Bulgaria and Romania to join EU in 2007
Sep 26 9:19 AM US/Eastern
The European Commission has given Bulgaria and Romania the green light to join the European Union in January, but with the closest monitoring system ever imposed on new members.
The 26th and 27th members of the European club will be allowed to join up on January 1, 2007, EU Commission President Jose Manuel Durao Barroso announced at an EU parliamentary plenary session in Strasbourg on Tuesday.
While the EU's executive arm decided that the two countries have made sufficient reforms to be allowed to enter the club, both still need to work harder to overcome corruption, organised crime, and ensure the proper use of EU funds and food safety.
"Bulgaria and Romania have carried out an extraordinary reform process and they have gone through a remarkable transformation," the European Commission said in a statement.
"However, there are still a limited number of areas where further progress is needed in the months leading to accession and beyond."
The "safeguard mechanisms of last resort" may be applied up to three years after they join.
They include the possibility of withholding EU funding, the temporary suspension of EU rights, banning the sale of unsafe food and the non-recognition of certain civil and criminal judgements or arrest warrants.
Swine fever in both countries means a pork import ban will be maintained.
Both new member states will have to make an initial report to the Commission on the benchmarks that are to be fulfilled by March 31, 2007.
Amid weakening support in some EU states for further enlargement and fears of a flood of new job-seeking migrants, most member states are expected to impose restrictions to workers from the two newcomers, as they did when 10 mainly former Soviet-bloc countries joined in 2004.
Britain, which allowed unrestricted access last time, has warned that it is likely to put a cap on immigrants from Bulgaria and Romania, after half a million east Europeans flooded the country since the EU's big wave of expansion on May 1, 2004.
On the eve of the announcement at a European Parliament session here, commission president Jose Manuel Barroso said further enlargement should be frozen until EU member states decide on reforms to streamline decision-making.
"It would be inadvisable to have any more member states in the union, apart from Romania and Bulgaria, before sorting out the institutional question," Barroso said.
Croatia, which aims to join the EU in 2009, would likely be the first to feel the affects of any enlargement freeze, although Barroso said Monday he would like to see the former Yugoslav state join the bloc as soon as possible.
The stunning 'no' votes in French and Dutch referendums last year scuppered plans to introduce an EU constitution, aimed at facilitating decision-making in the increasingly disparate group of countries.
Bulgaria and Romania will be among the poorest members of the EU, making up six percent of the bloc's population but less than one percent of its gross domestic product (GDP).
In both countries, GDP per head is about a third of the EU average, but growing rapidly for the 22 million Romanians and eight million Bulgarians.
Adding Bulgaria and Romania to the European club will give the EU a new neighbour, Moldova; access to the Black Sea; an increase of its border with Turkey and some 30 million new inhabitants, bringing the total to some 457 million Europeans.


Work instruction: What is the number of lines in these entries that contain "Homogentisic"? State it alone.

Stored dataset items:
◆ ◆ ◆

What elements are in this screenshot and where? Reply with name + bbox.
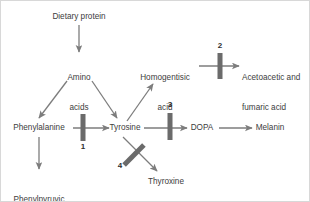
- node-homogentisic-line1: Homogentisic: [125, 73, 205, 83]
- node-melanin: Melanin: [247, 123, 293, 133]
- node-phenylpyruvic-line1: Phenylpyruvic: [1, 195, 77, 202]
- node-thyroxine: Thyroxine: [141, 177, 191, 187]
- node-dopa: DOPA: [179, 123, 225, 133]
- block-1-number: 1: [77, 142, 89, 151]
- block-4-number: 4: [114, 161, 126, 170]
- node-phenylpyruvic-acid: Phenylpyruvic acid: [1, 175, 77, 202]
- node-acetoacetic-line2: fumaric acid: [242, 103, 310, 113]
- metabolic-pathway-diagram: Dietary protein Amino acids Phenylalanin…: [0, 0, 310, 202]
- node-amino-acids-line1: Amino: [49, 73, 109, 83]
- node-amino-acids: Amino acids: [49, 53, 109, 133]
- edge-tyrosine-to-thyroxine: [123, 137, 157, 171]
- block-2-bar: [218, 53, 223, 79]
- block-3-number: 3: [164, 100, 176, 109]
- node-homogentisic-acid: Homogentisic acid: [125, 53, 205, 133]
- block-2-number: 2: [214, 41, 226, 50]
- node-acetoacetic-fumaric-acid: Acetoacetic and fumaric acid: [242, 53, 310, 133]
- node-amino-acids-line2: acids: [49, 103, 109, 113]
- node-phenylalanine: Phenylalanine: [1, 123, 77, 133]
- node-dietary-protein: Dietary protein: [29, 12, 129, 22]
- node-acetoacetic-line1: Acetoacetic and: [242, 73, 310, 83]
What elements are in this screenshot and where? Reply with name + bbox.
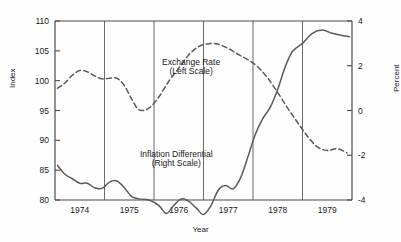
x-axis-title: Year xyxy=(0,225,401,234)
gridlines xyxy=(105,21,303,200)
y-axis-right-title: Percent xyxy=(392,64,401,92)
y-tick-label-left: 100 xyxy=(35,76,49,86)
y-tick-label-left: 85 xyxy=(40,165,50,175)
annotation-label: (Right Scale) xyxy=(152,158,201,168)
y-tick-label-left: 95 xyxy=(40,106,50,116)
x-tick-label: 1978 xyxy=(268,205,287,215)
x-tick-label: 1977 xyxy=(219,205,238,215)
y-tick-label-left: 80 xyxy=(40,195,50,205)
y-tick-label-right: -4 xyxy=(358,195,366,205)
series-annotations: Exchange Rate(Left Scale)Inflation Diffe… xyxy=(140,57,220,168)
exchange-rate-inflation-chart: 80859095100105110-4-20241974197519761977… xyxy=(0,0,401,242)
y-axis-left-title: Index xyxy=(8,68,17,88)
chart-container: 80859095100105110-4-20241974197519761977… xyxy=(0,0,401,242)
y-tick-label-left: 110 xyxy=(35,16,49,26)
x-tick-label: 1974 xyxy=(70,205,89,215)
x-tick-label: 1975 xyxy=(120,205,139,215)
y-tick-label-right: 4 xyxy=(358,16,363,26)
y-tick-label-left: 90 xyxy=(40,135,50,145)
y-tick-label-right: 0 xyxy=(358,106,363,116)
annotation-label: (Left Scale) xyxy=(169,66,213,76)
y-tick-label-right: -2 xyxy=(358,150,366,160)
x-tick-label: 1979 xyxy=(318,205,337,215)
y-tick-label-left: 105 xyxy=(35,46,49,56)
y-tick-label-right: 2 xyxy=(358,61,363,71)
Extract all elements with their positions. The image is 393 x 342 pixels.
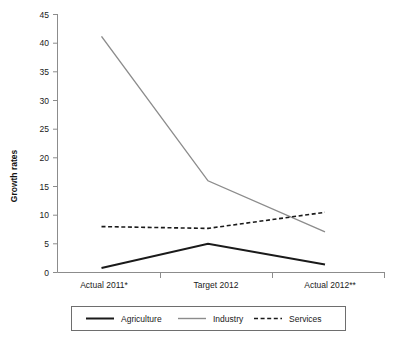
x-category-label-1: Target 2012: [194, 280, 239, 290]
chart-background: [0, 0, 393, 342]
legend-label-agriculture: Agriculture: [121, 314, 162, 324]
y-tick-label-35: 35: [40, 67, 50, 77]
y-tick-label-25: 25: [40, 124, 50, 134]
y-tick-label-40: 40: [40, 38, 50, 48]
y-tick-label-30: 30: [40, 96, 50, 106]
y-axis-title: Growth rates: [9, 150, 19, 203]
chart-canvas: Growth rates 0 5 10 15 20 25 30 35 40: [0, 0, 393, 342]
y-tick-label-20: 20: [40, 153, 50, 163]
x-category-label-2: Actual 2012**: [304, 280, 356, 290]
y-tick-label-0: 0: [44, 268, 49, 278]
y-tick-label-10: 10: [40, 210, 50, 220]
legend-label-industry: Industry: [213, 314, 244, 324]
y-tick-label-5: 5: [44, 239, 49, 249]
growth-rates-line-chart: Growth rates 0 5 10 15 20 25 30 35 40: [0, 0, 393, 342]
chart-legend: Agriculture Industry Services: [72, 307, 346, 331]
x-category-label-0: Actual 2011*: [80, 280, 128, 290]
y-tick-label-45: 45: [40, 10, 50, 20]
legend-label-services: Services: [289, 314, 322, 324]
y-tick-label-15: 15: [40, 182, 50, 192]
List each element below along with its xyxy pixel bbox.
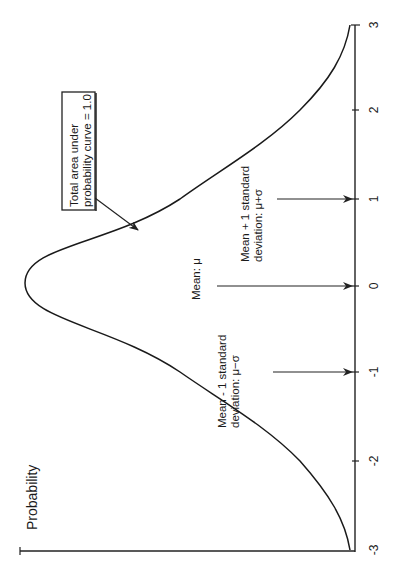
tick-label-p3: 3 xyxy=(367,21,381,28)
tick-label-p1: 1 xyxy=(367,195,381,202)
tick-label-m1: -1 xyxy=(367,366,381,377)
tick-label-0: 0 xyxy=(367,282,381,289)
y-axis-label: Probability xyxy=(24,465,40,530)
minus-sigma-label-line2: deviation: μ−σ xyxy=(229,355,241,428)
plus-sigma-label-line2: deviation: μ+σ xyxy=(252,189,264,262)
tick-label-m3: -3 xyxy=(367,544,381,555)
normal-distribution-chart: -3 -2 -1 0 1 2 3 Probability Total area … xyxy=(0,0,399,584)
callout-arrow xyxy=(95,198,138,230)
tick-label-m2: -2 xyxy=(367,455,381,466)
x-tick-labels: -3 -2 -1 0 1 2 3 xyxy=(367,21,381,555)
callout-line2: probability curve = 1.0 xyxy=(81,94,93,207)
callout-line1: Total area under xyxy=(68,124,80,207)
mean-label: Mean: μ xyxy=(190,258,202,300)
tick-label-p2: 2 xyxy=(367,106,381,113)
minus-sigma-label-line1: Mean - 1 standard xyxy=(216,335,228,428)
plus-sigma-label-line1: Mean + 1 standard xyxy=(239,166,251,262)
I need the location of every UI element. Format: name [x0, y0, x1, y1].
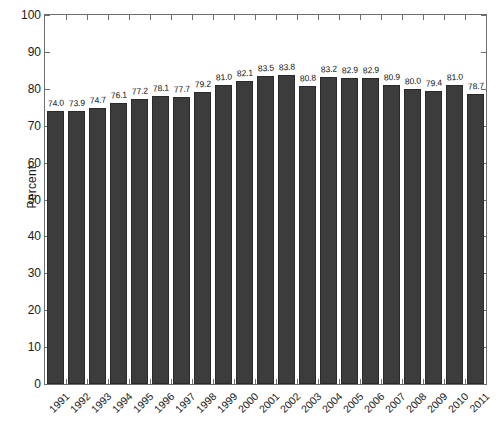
- bar-value-label: 74.7: [89, 95, 106, 106]
- x-axis-category-label: 2000: [235, 390, 260, 415]
- x-axis-category-label: 2009: [424, 390, 449, 415]
- bar: [383, 85, 400, 384]
- bar-value-label: 83.8: [278, 61, 295, 72]
- bar-value-label: 82.9: [341, 65, 358, 76]
- bar-value-label: 82.1: [236, 68, 253, 79]
- x-axis-category-label: 1999: [214, 390, 239, 415]
- bar-value-label: 77.2: [131, 86, 148, 97]
- bar: [215, 85, 232, 384]
- bar: [131, 99, 148, 384]
- bar: [404, 89, 421, 384]
- bar-value-label: 77.7: [173, 84, 190, 95]
- x-axis-tick: [129, 379, 130, 384]
- x-axis-tick: [402, 379, 403, 384]
- x-axis-tick: [66, 15, 67, 20]
- x-axis-tick: [381, 15, 382, 20]
- x-axis-tick: [318, 379, 319, 384]
- bar-value-label: 80.8: [299, 72, 316, 83]
- x-axis-category-label: 2004: [319, 390, 344, 415]
- x-axis-tick: [318, 15, 319, 20]
- bar-value-label: 80.9: [383, 72, 400, 83]
- x-axis-tick: [192, 15, 193, 20]
- x-axis-tick: [171, 15, 172, 20]
- x-axis-tick: [87, 15, 88, 20]
- x-axis-tick: [150, 379, 151, 384]
- bar-value-label: 76.1: [110, 90, 127, 101]
- x-axis-tick: [297, 15, 298, 20]
- x-axis-category-label: 1991: [46, 390, 71, 415]
- x-axis-category-label: 2007: [382, 390, 407, 415]
- bar: [257, 76, 274, 384]
- bar: [194, 92, 211, 384]
- y-axis-tick-label: 40: [28, 229, 41, 243]
- x-axis-tick: [402, 15, 403, 20]
- x-axis-tick: [381, 379, 382, 384]
- y-axis-tick-label: 60: [28, 156, 41, 170]
- x-axis-tick: [339, 379, 340, 384]
- x-axis-category-label: 2011: [467, 390, 491, 414]
- bar-value-label: 78.1: [152, 82, 169, 93]
- bar: [278, 75, 295, 384]
- bar: [152, 96, 169, 384]
- x-axis-tick: [444, 15, 445, 20]
- bar: [425, 91, 442, 384]
- x-axis-tick: [444, 379, 445, 384]
- x-axis-tick: [129, 15, 130, 20]
- y-axis-tick-label: 20: [28, 303, 41, 317]
- x-axis-tick: [360, 15, 361, 20]
- x-axis-tick: [255, 379, 256, 384]
- x-axis-category-label: 2003: [298, 390, 323, 415]
- bar-value-label: 80.0: [404, 75, 421, 86]
- x-axis-category-label: 1997: [172, 390, 197, 415]
- x-axis-tick: [339, 15, 340, 20]
- bar-value-label: 79.2: [194, 78, 211, 89]
- bar-value-label: 81.0: [215, 72, 232, 83]
- x-axis-tick: [150, 15, 151, 20]
- bar-value-label: 82.9: [362, 65, 379, 76]
- bar-value-label: 78.7: [467, 80, 484, 91]
- x-axis-category-label: 2006: [361, 390, 386, 415]
- x-axis-tick: [213, 379, 214, 384]
- bar: [47, 111, 64, 384]
- bar: [341, 78, 358, 384]
- x-axis-tick: [465, 15, 466, 20]
- x-axis-category-label: 2005: [340, 390, 365, 415]
- x-axis-tick: [108, 15, 109, 20]
- bar-value-label: 74.0: [47, 98, 64, 109]
- bar: [467, 94, 484, 384]
- y-axis-tick: [45, 52, 50, 53]
- y-axis-tick-label: 100: [21, 8, 41, 22]
- x-axis-category-label: 1994: [109, 390, 134, 415]
- x-axis-tick: [423, 379, 424, 384]
- y-axis-tick-label: 0: [34, 377, 41, 391]
- x-axis-tick: [234, 379, 235, 384]
- x-axis-category-label: 1996: [151, 390, 176, 415]
- x-axis-tick: [360, 379, 361, 384]
- bar-value-label: 79.4: [425, 78, 442, 89]
- y-axis-tick: [45, 15, 50, 16]
- plot-area: 010203040506070809010074.073.974.776.177…: [44, 14, 487, 385]
- bar-value-label: 83.5: [257, 62, 274, 73]
- plot-canvas: 010203040506070809010074.073.974.776.177…: [45, 15, 486, 384]
- x-axis-category-label: 2008: [403, 390, 428, 415]
- y-axis-tick: [481, 384, 486, 385]
- chart-figure: Percent 010203040506070809010074.073.974…: [0, 0, 500, 425]
- y-axis-tick: [45, 384, 50, 385]
- x-axis-tick: [192, 379, 193, 384]
- bar: [173, 97, 190, 384]
- x-axis-tick: [276, 379, 277, 384]
- x-axis-tick: [423, 15, 424, 20]
- x-axis-category-label: 2010: [445, 390, 470, 415]
- y-axis-tick-label: 10: [28, 340, 41, 354]
- y-axis-tick: [45, 89, 50, 90]
- x-axis-tick: [297, 379, 298, 384]
- x-axis-tick: [213, 15, 214, 20]
- bar: [320, 77, 337, 384]
- bar: [299, 86, 316, 384]
- bar-value-label: 81.0: [446, 72, 463, 83]
- x-axis-category-label: 2001: [256, 390, 281, 415]
- bar: [236, 81, 253, 384]
- y-axis-tick-label: 80: [28, 82, 41, 96]
- y-axis-tick-label: 70: [28, 119, 41, 133]
- y-axis-tick-label: 90: [28, 45, 41, 59]
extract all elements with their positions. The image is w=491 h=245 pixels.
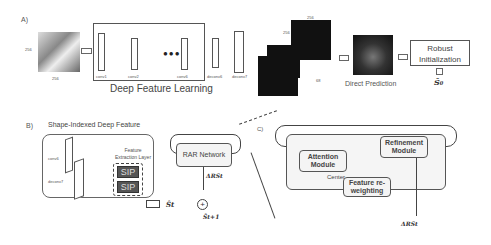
ellipsis-icon: ●●● (163, 49, 181, 58)
heatmap-height-label: 256 (283, 30, 290, 35)
feature-extraction-label: Feature Extraction Layer (113, 147, 153, 161)
arrow-icon (398, 54, 408, 60)
s0-label: Ŝ₀ (434, 77, 443, 87)
panel-c-label: C) (257, 126, 263, 132)
zoom-connector-line (251, 152, 276, 218)
panel-a-label: A) (21, 16, 28, 23)
conv6-block (65, 137, 73, 174)
center-label: Center (327, 174, 345, 180)
arrow-line (203, 167, 204, 190)
conv1-label: conv1 (96, 74, 107, 79)
direct-prediction-image (353, 35, 393, 75)
deconv6-block (212, 38, 219, 68)
attention-module-box: Attention Module (299, 150, 347, 172)
heatmap-width-label: 256 (307, 15, 314, 20)
conv6-block (181, 38, 188, 70)
deconv7-block (74, 158, 84, 200)
rar-network-box: RAR Network (176, 143, 232, 167)
direct-prediction-label: Direct Prediction (345, 80, 396, 87)
arrow-left-icon (146, 200, 160, 208)
input-width-label: 256 (52, 76, 59, 81)
deconv6-label: deconv6 (207, 74, 222, 79)
shape-indexed-title: Shape-Indexed Deep Feature (48, 121, 140, 128)
deep-feature-learning-label: Deep Feature Learning (110, 83, 213, 94)
zoom-connector-line (239, 110, 277, 125)
arrow-icon (81, 48, 92, 54)
input-face-image (38, 32, 80, 72)
deconv7-label: deconv7 (48, 179, 63, 184)
conv1-block (98, 33, 105, 71)
delta-label: ΔRSt (206, 172, 223, 179)
heatmap-1 (258, 56, 298, 96)
deconv7-block (234, 31, 244, 73)
conv6-label: conv6 (48, 156, 59, 161)
arrow-icon (339, 55, 349, 61)
conv2-block (131, 38, 138, 70)
heatmap-depth-label: 68 (316, 78, 320, 83)
conv6-label: conv6 (177, 74, 188, 79)
feature-reweighting-box: Feature re-weighting (343, 177, 391, 197)
deconv7-label: deconv7 (232, 74, 247, 79)
conv2-label: conv2 (128, 74, 139, 79)
sip-block-1: SIP (117, 166, 139, 178)
input-height-label: 256 (25, 47, 32, 52)
arrow-down-icon (436, 68, 443, 75)
deep-feature-learning-box (93, 23, 205, 81)
st-label: Ŝt (166, 200, 174, 209)
arrow-line (416, 158, 417, 216)
refinement-module-box: Refinement Module (380, 136, 428, 158)
plus-node: + (197, 199, 208, 210)
delta-output-label: ΔRSt (401, 220, 418, 227)
robust-initialization-box: Robust Initialization (410, 40, 470, 66)
panel-b-label: B) (26, 122, 33, 129)
st1-label: Ŝt+1 (203, 213, 219, 220)
sip-block-2: SIP (117, 181, 139, 193)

◆ ◆ ◆

Exercise response: 2